The advent of robot replication foreshadows a new way of producing goods and a rethinking of present-day manufacturing.
The three most imposing technologies today, according to many who should know, are genetic engineering, nanotechnology, and robotics. What is most startling about these technologies is that they are all on (or over) the brink of being capable of self-replication.
Witness the recent Cornell University announcement of a self-replicating robot. The robot consists of a vertical stack of four four-inch cubes that are held together magnetically. Each cube has identical machinery and a computer program that allows for replication. The magnets within each cube allow it to attach and detach from others, and each cube can "bend" along its diagonal, allowing the stack to reach down to the table and pick up another module.
A robot in this case is made up of four cubes linked together; one robot can assemble an identical robot when fed the ingredient cubes by researchers. Its two most limiting factors are that it secures its electric power from the table upon which it replicates and that it must be fed already-assembled modules by the experimenters. The Cornell replicating robot is of a low order, but clearly we are moving in the direction of higher forms of replication, and this is a big step.
The groundwork of replicating automata traces in large part to the seminal paper by John von Neumann, "The Theory of Self-Reproducing Automata," which describes his 1950 Universal Constructor. Almost all replication studies and experiments build on von Neumann's shoulders -- as do present-day computers. His Universal Constructor work envisions a machine capable of building any other machine as long as it is able to access its description.
The machine theoretically consists of a memory tape that holds the description, a constructor that can read the tape and interpret it, and an arm that is under the direction of the constructor and builds the replicated machine. It is a clear extension of the Turing Machine, which Alan Turing conceived in the late 1930s.
Decades later, the Cornell scientists and others have taken up von Neumann's trail of crumbs leading to artificial replication. A group referring to itself as BioWall has confronted the huge problem resident in von Neumann's cellular automaton -- a prodigious memory requirement -- and settled for a reduced set of elements in building a hardware model of one "organ" of von Neumann's machine. This is no small feat.
Another legatee of this kind of vision is Chris Langton, who investigates artificial life. His unusual work and perspective are reviewed rather extensively in Kevin Kelly's book Out of Control. This book is a good source for those who wish to get started in this direction.
Is it possible for us to conceive of a time, not so distant, when products are replicated rather than manufactured? That is to say, products planned and designed to reproduce themselves? The thought is both numbing and to a degree shocking. It wrenches our traditional thinking to allow such a notion to have a chance.
What do you mean "fly"? Robots on Mars; are you kidding? Thousands of songs in a tiny little box; you must be mad! The next time we are presented with such supposed improbability, we might want to step back and take another look. Could an iPod make itself? Can we make the leap into the unknown and accept the idea that this is in our future?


### Task description
Make an exact copy of all the data, pictures excluded.

Segment Start: Listed records

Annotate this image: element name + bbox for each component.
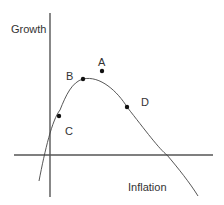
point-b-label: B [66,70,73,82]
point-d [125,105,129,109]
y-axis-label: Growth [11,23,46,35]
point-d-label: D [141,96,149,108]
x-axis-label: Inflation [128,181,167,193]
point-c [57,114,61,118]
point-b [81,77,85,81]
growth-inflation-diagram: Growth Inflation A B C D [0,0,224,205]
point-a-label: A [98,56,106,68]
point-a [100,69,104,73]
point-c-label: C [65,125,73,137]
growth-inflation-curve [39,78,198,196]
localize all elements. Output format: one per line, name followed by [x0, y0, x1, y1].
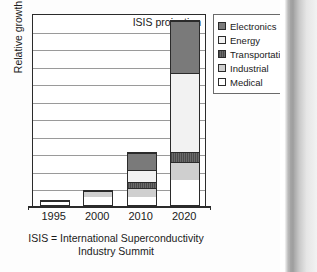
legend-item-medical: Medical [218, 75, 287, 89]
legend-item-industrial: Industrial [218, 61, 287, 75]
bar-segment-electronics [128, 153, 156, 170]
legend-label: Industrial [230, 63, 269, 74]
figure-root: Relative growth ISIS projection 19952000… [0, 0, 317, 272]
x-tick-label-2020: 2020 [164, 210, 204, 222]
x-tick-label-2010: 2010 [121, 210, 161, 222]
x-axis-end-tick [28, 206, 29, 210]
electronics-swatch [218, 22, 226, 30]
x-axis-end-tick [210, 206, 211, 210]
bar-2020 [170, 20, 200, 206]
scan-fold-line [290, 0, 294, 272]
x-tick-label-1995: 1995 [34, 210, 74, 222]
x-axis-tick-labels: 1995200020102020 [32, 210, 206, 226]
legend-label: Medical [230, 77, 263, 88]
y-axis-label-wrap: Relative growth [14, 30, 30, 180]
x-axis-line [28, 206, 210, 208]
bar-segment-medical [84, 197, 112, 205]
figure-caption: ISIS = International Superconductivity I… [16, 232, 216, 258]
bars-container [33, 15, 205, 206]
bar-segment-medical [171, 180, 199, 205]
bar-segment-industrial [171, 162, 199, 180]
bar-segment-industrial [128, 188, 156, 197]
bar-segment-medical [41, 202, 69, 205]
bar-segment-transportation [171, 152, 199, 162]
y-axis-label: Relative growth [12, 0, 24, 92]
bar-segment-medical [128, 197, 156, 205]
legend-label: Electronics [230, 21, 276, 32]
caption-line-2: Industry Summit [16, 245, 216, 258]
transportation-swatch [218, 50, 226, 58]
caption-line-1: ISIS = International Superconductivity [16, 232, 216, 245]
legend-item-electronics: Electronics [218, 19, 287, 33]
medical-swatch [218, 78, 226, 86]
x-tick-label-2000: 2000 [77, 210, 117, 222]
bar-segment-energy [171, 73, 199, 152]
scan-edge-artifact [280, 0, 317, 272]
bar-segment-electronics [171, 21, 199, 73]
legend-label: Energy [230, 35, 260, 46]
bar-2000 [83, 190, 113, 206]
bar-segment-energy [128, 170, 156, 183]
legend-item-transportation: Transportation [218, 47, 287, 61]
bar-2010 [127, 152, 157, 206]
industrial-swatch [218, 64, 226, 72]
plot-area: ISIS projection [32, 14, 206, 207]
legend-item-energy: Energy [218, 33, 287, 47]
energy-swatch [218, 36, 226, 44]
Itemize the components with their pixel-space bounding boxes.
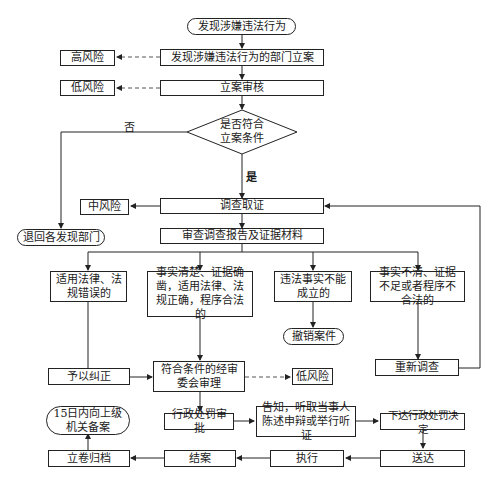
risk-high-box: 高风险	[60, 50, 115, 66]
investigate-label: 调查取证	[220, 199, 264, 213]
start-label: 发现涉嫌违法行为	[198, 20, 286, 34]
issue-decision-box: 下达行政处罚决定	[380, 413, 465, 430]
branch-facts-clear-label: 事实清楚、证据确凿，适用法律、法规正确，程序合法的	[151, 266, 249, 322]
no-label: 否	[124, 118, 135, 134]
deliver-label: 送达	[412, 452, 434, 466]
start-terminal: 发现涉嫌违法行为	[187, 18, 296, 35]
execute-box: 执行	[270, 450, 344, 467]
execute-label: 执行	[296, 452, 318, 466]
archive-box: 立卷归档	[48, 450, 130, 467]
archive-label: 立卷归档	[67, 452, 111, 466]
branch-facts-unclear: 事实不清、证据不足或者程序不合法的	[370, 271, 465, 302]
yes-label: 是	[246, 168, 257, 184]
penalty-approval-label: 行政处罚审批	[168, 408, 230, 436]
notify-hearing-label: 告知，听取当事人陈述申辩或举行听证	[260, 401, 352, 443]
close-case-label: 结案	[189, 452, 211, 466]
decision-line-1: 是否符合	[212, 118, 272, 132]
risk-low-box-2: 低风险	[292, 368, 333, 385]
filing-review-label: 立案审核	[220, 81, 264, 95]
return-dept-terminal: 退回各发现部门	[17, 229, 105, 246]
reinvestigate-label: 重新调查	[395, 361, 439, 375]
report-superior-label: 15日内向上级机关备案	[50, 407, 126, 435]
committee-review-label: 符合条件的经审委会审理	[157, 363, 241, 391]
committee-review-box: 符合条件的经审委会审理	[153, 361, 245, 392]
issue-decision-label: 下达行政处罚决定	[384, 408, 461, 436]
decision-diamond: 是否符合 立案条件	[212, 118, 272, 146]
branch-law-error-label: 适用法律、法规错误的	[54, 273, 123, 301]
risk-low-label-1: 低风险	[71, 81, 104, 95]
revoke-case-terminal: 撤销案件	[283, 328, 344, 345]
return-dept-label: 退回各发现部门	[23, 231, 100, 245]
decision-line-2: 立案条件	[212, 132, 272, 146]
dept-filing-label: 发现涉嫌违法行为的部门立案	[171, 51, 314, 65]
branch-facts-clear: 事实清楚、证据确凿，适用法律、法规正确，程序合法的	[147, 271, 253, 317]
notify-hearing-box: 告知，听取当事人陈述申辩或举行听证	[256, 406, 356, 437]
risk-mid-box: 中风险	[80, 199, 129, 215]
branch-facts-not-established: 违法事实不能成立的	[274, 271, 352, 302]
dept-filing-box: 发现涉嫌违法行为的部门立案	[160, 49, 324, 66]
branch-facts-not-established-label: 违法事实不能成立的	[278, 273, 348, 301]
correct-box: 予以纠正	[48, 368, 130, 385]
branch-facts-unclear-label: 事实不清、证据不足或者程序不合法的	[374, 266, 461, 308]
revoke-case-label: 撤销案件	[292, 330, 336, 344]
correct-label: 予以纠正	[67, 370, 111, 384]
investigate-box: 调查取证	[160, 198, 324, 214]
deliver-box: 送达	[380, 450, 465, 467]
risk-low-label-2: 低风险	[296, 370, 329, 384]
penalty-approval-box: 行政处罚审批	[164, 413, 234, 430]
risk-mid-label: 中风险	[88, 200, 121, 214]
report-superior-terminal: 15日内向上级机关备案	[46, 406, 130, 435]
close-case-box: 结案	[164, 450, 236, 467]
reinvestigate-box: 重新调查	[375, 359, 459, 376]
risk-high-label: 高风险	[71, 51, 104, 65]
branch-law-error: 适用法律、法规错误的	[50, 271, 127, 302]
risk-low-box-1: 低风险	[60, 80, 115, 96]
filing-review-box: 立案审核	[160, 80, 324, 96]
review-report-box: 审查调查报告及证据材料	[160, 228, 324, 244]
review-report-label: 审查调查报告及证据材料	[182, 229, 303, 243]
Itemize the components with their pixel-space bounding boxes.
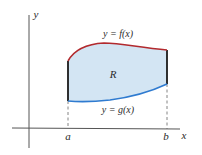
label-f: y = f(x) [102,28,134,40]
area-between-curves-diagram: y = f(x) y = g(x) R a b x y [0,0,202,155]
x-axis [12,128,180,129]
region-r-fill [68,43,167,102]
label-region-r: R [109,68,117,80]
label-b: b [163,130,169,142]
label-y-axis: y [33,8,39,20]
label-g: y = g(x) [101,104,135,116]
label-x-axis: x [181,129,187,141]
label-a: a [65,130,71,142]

Segment End: Listed records

### Response to this exercise
Annotate this image: element name + bbox for each component.
point-b-label: B [66,70,73,82]
point-d [125,105,129,109]
y-axis-label: Growth [11,23,46,35]
point-d-label: D [141,96,149,108]
x-axis-label: Inflation [128,181,167,193]
point-c [57,114,61,118]
point-b [81,77,85,81]
growth-inflation-diagram: Growth Inflation A B C D [0,0,224,205]
point-a-label: A [98,56,106,68]
point-a [100,69,104,73]
point-c-label: C [65,125,73,137]
growth-inflation-curve [39,78,198,196]
localize all elements. Output format: one per line, name followed by [x0, y0, x1, y1].
legend-item-medical: Medical [218, 75, 287, 89]
legend-item-industrial: Industrial [218, 61, 287, 75]
bar-segment-electronics [128, 153, 156, 170]
legend-label: Industrial [230, 63, 269, 74]
figure-root: Relative growth ISIS projection 19952000… [0, 0, 317, 272]
x-tick-label-2020: 2020 [164, 210, 204, 222]
x-tick-label-2010: 2010 [121, 210, 161, 222]
x-axis-end-tick [28, 206, 29, 210]
electronics-swatch [218, 22, 226, 30]
x-axis-end-tick [210, 206, 211, 210]
bar-2020 [170, 20, 200, 206]
scan-fold-line [290, 0, 294, 272]
x-tick-label-1995: 1995 [34, 210, 74, 222]
x-axis-tick-labels: 1995200020102020 [32, 210, 206, 226]
legend-label: Medical [230, 77, 263, 88]
y-axis-label-wrap: Relative growth [14, 30, 30, 180]
x-axis-line [28, 206, 210, 208]
bar-segment-medical [84, 197, 112, 205]
figure-caption: ISIS = International Superconductivity I… [16, 232, 216, 258]
bars-container [33, 15, 205, 206]
bar-segment-medical [171, 180, 199, 205]
bar-segment-industrial [171, 162, 199, 180]
bar-segment-industrial [128, 188, 156, 197]
bar-segment-medical [41, 202, 69, 205]
bar-segment-transportation [171, 152, 199, 162]
y-axis-label: Relative growth [12, 0, 24, 92]
bar-segment-medical [128, 197, 156, 205]
legend-label: Electronics [230, 21, 276, 32]
caption-line-2: Industry Summit [16, 245, 216, 258]
transportation-swatch [218, 50, 226, 58]
caption-line-1: ISIS = International Superconductivity [16, 232, 216, 245]
legend-item-electronics: Electronics [218, 19, 287, 33]
medical-swatch [218, 78, 226, 86]
x-tick-label-2000: 2000 [77, 210, 117, 222]
bar-segment-energy [171, 73, 199, 152]
scan-edge-artifact [280, 0, 317, 272]
bar-segment-electronics [171, 21, 199, 73]
legend-label: Energy [230, 35, 260, 46]
bar-2000 [83, 190, 113, 206]
bar-segment-energy [128, 170, 156, 183]
legend-item-transportation: Transportation [218, 47, 287, 61]
bar-2010 [127, 152, 157, 206]
industrial-swatch [218, 64, 226, 72]
plot-area: ISIS projection [32, 14, 206, 207]
legend-item-energy: Energy [218, 33, 287, 47]
energy-swatch [218, 36, 226, 44]
Itemize the components with their pixel-space bounding boxes.
risk-high-box: 高风险	[60, 50, 115, 66]
investigate-label: 调查取证	[220, 199, 264, 213]
start-label: 发现涉嫌违法行为	[198, 20, 286, 34]
issue-decision-box: 下达行政处罚决定	[380, 413, 465, 430]
branch-facts-clear-label: 事实清楚、证据确凿，适用法律、法规正确，程序合法的	[151, 266, 249, 322]
no-label: 否	[124, 118, 135, 134]
deliver-label: 送达	[412, 452, 434, 466]
start-terminal: 发现涉嫌违法行为	[187, 18, 296, 35]
execute-box: 执行	[270, 450, 344, 467]
execute-label: 执行	[296, 452, 318, 466]
archive-box: 立卷归档	[48, 450, 130, 467]
archive-label: 立卷归档	[67, 452, 111, 466]
branch-facts-unclear: 事实不清、证据不足或者程序不合法的	[370, 271, 465, 302]
yes-label: 是	[246, 168, 257, 184]
penalty-approval-label: 行政处罚审批	[168, 408, 230, 436]
notify-hearing-label: 告知，听取当事人陈述申辩或举行听证	[260, 401, 352, 443]
close-case-label: 结案	[189, 452, 211, 466]
decision-line-1: 是否符合	[212, 118, 272, 132]
risk-low-box-2: 低风险	[292, 368, 333, 385]
filing-review-label: 立案审核	[220, 81, 264, 95]
return-dept-terminal: 退回各发现部门	[17, 229, 105, 246]
reinvestigate-label: 重新调查	[395, 361, 439, 375]
report-superior-label: 15日内向上级机关备案	[50, 407, 126, 435]
committee-review-label: 符合条件的经审委会审理	[157, 363, 241, 391]
committee-review-box: 符合条件的经审委会审理	[153, 361, 245, 392]
issue-decision-label: 下达行政处罚决定	[384, 408, 461, 436]
decision-diamond: 是否符合 立案条件	[212, 118, 272, 146]
branch-law-error-label: 适用法律、法规错误的	[54, 273, 123, 301]
risk-low-label-1: 低风险	[71, 81, 104, 95]
revoke-case-terminal: 撤销案件	[283, 328, 344, 345]
return-dept-label: 退回各发现部门	[23, 231, 100, 245]
decision-line-2: 立案条件	[212, 132, 272, 146]
dept-filing-label: 发现涉嫌违法行为的部门立案	[171, 51, 314, 65]
branch-facts-clear: 事实清楚、证据确凿，适用法律、法规正确，程序合法的	[147, 271, 253, 317]
notify-hearing-box: 告知，听取当事人陈述申辩或举行听证	[256, 406, 356, 437]
risk-mid-box: 中风险	[80, 199, 129, 215]
branch-facts-not-established: 违法事实不能成立的	[274, 271, 352, 302]
dept-filing-box: 发现涉嫌违法行为的部门立案	[160, 49, 324, 66]
branch-facts-not-established-label: 违法事实不能成立的	[278, 273, 348, 301]
correct-box: 予以纠正	[48, 368, 130, 385]
branch-facts-unclear-label: 事实不清、证据不足或者程序不合法的	[374, 266, 461, 308]
revoke-case-label: 撤销案件	[292, 330, 336, 344]
correct-label: 予以纠正	[67, 370, 111, 384]
investigate-box: 调查取证	[160, 198, 324, 214]
deliver-box: 送达	[380, 450, 465, 467]
risk-low-label-2: 低风险	[296, 370, 329, 384]
penalty-approval-box: 行政处罚审批	[164, 413, 234, 430]
risk-mid-label: 中风险	[88, 200, 121, 214]
report-superior-terminal: 15日内向上级机关备案	[46, 406, 130, 435]
close-case-box: 结案	[164, 450, 236, 467]
reinvestigate-box: 重新调查	[375, 359, 459, 376]
risk-high-label: 高风险	[71, 51, 104, 65]
branch-law-error: 适用法律、法规错误的	[50, 271, 127, 302]
risk-low-box-1: 低风险	[60, 80, 115, 96]
filing-review-box: 立案审核	[160, 80, 324, 96]
review-report-box: 审查调查报告及证据材料	[160, 228, 324, 244]
review-report-label: 审查调查报告及证据材料	[182, 229, 303, 243]
Itemize the components with their pixel-space bounding boxes.
label-f: y = f(x) [102,28,134,40]
area-between-curves-diagram: y = f(x) y = g(x) R a b x y [0,0,202,155]
x-axis [12,128,180,129]
region-r-fill [68,43,167,102]
label-region-r: R [109,68,117,80]
label-b: b [163,130,169,142]
label-y-axis: y [33,8,39,20]
label-g: y = g(x) [101,104,135,116]
label-x-axis: x [181,129,187,141]
label-a: a [65,130,71,142]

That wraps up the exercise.